Monday, March 22, 2021

Fake Professional Art

I was reminded today, while listening to the New Music Show on Radio 3, that art now is a professional job; that people, normally wealthy, middle-class people, go to an art school, to study a course often headed by a failed artist (that is, someone who needed a job in teaching because they could not 'survive' as an artist without one) to gain a generally meaningless qualification, because anyone can pass an art course as long as they turn up, then leave to create cultural content to specific briefs for architecture, businesses, local government, festivals etc. with the same élan and motivation as say a builder or interior designer. Not to belittle those jobs; builders, with genuinely honed skills and academic knowledge, may feel miffed at being lumped in the same category as artists, who may qualify with no actual knowledge or skills apart from the random anything that they did during the two years of art school, but artists do necessarily learn how to explain the meaning of their work in the context of history and contemporary practice.
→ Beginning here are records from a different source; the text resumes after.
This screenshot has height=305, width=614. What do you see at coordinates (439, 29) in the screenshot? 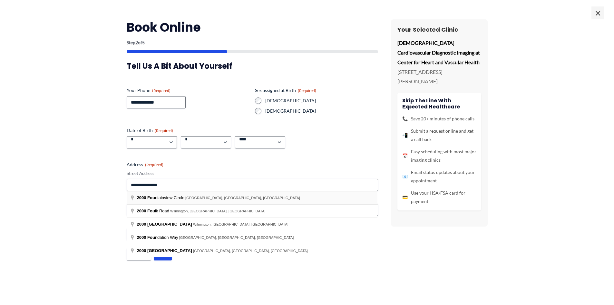
I see `h3: Your Selected Clinic` at bounding box center [439, 29].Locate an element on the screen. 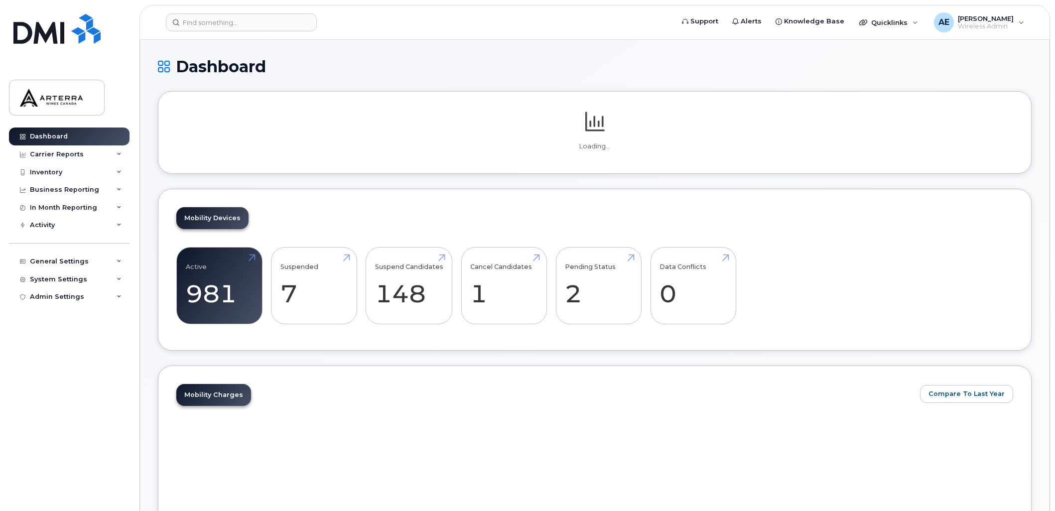 The width and height of the screenshot is (1055, 511). a: Suspend Candidates 148 is located at coordinates (409, 286).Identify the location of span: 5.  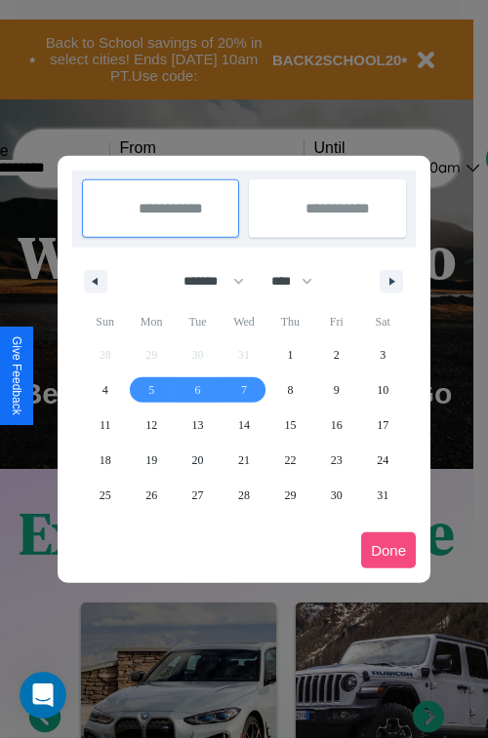
(151, 390).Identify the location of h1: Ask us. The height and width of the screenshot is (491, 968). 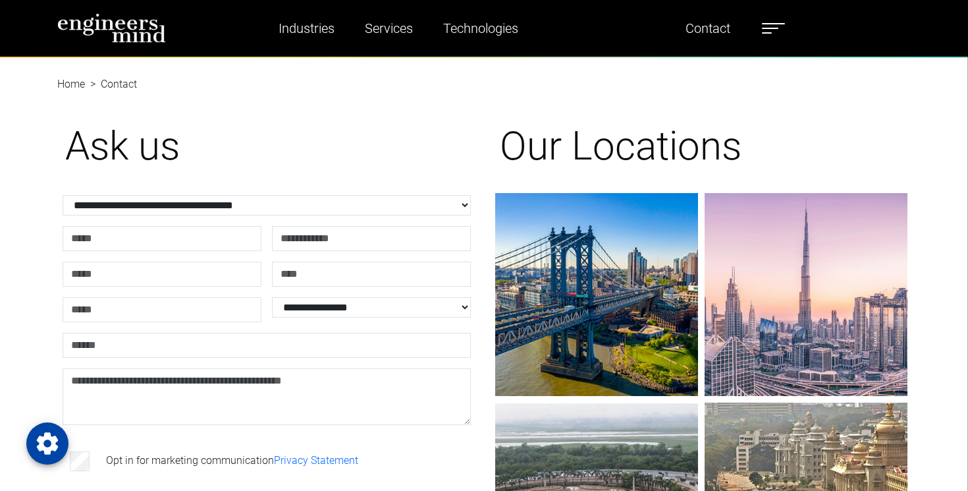
(267, 146).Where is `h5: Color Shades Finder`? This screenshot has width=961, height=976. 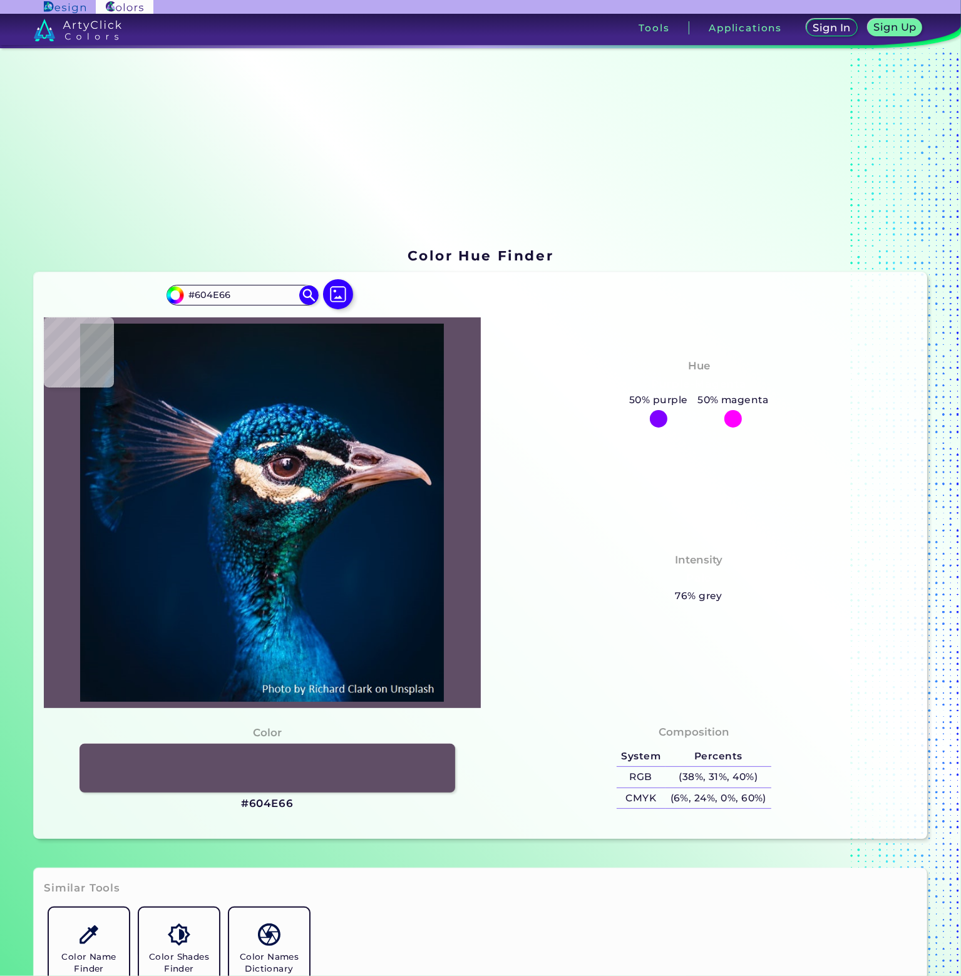 h5: Color Shades Finder is located at coordinates (179, 963).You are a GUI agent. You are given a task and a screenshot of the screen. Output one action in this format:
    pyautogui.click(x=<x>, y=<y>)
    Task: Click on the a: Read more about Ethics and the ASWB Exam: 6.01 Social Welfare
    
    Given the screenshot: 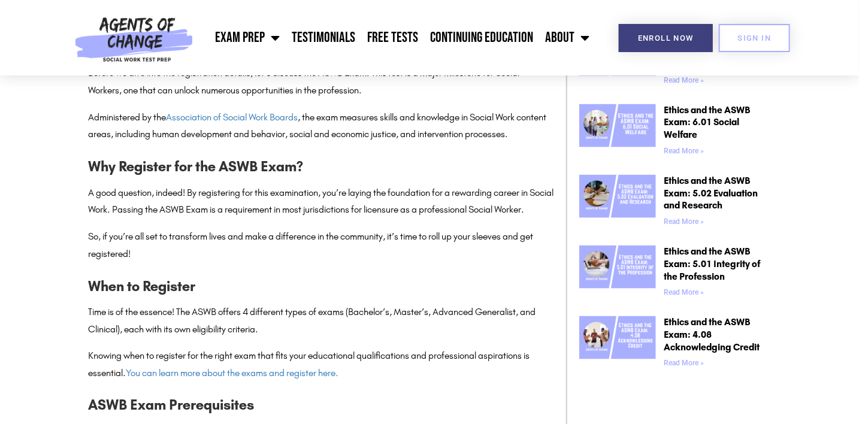 What is the action you would take?
    pyautogui.click(x=683, y=151)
Explaining the meaning of art in the context of history and contemporary practice usually kills it as an artwork, because explanation kills emotion; the enigma of art is one of its lures. The professionalisation of art filled gaps in society; when architecture, businesses, local government, festivals etc. needed lots of reliable people to create 'pretty things' for their ugly functional things. They needed the 'artist' to tell everyone how these pretty things were 'good art', and the colleges saw a demand for people who wanted to be artists.

But all of that isn't really what art is. All of that is a sort of fake art, for commerce. Academic fake artists wouldn't make art for no money. For a real artist, art is a life or death matter, there must be a creation from the soul, in a very much romantic way. Even being asked to create something for someone else is a sort of pollution of this unseen, almost divine, 'sublime', drive.

It annoys me that the academic fake artists get any sort of attention from the arts media; but part of the ploy of the professional is to prove that their art is valid, prove by merit of their fake qualifications and their ability to explain the meaning of their work 'in the context of history and contemporary practice'. Also, the 'arts media' is a broad church and there's room to critique and highlight everything. One could make a valid arts magazine only about book covers, or snack taglines, or bath-tile patterns, anything. In the arts media, things are at their worst when other academic artists critique others, fake on fake, most often done for the very commercial reasons that professional art exists for; and both for reasons at odds with the motivation and soul of real art.

The essence of art, perhaps even the central purpose of art, is to create something for nothing except itself. Real art has no purpose except human to human communication: art is the expression of love in new terms. This is the opposite to professional art, where the aim is to create anything for a specific function/place/time, then justify it as 'art' by explaination, academic rigour, and essay. Those things will never be necessary in art, and, even if attempted, would serve only to harm it.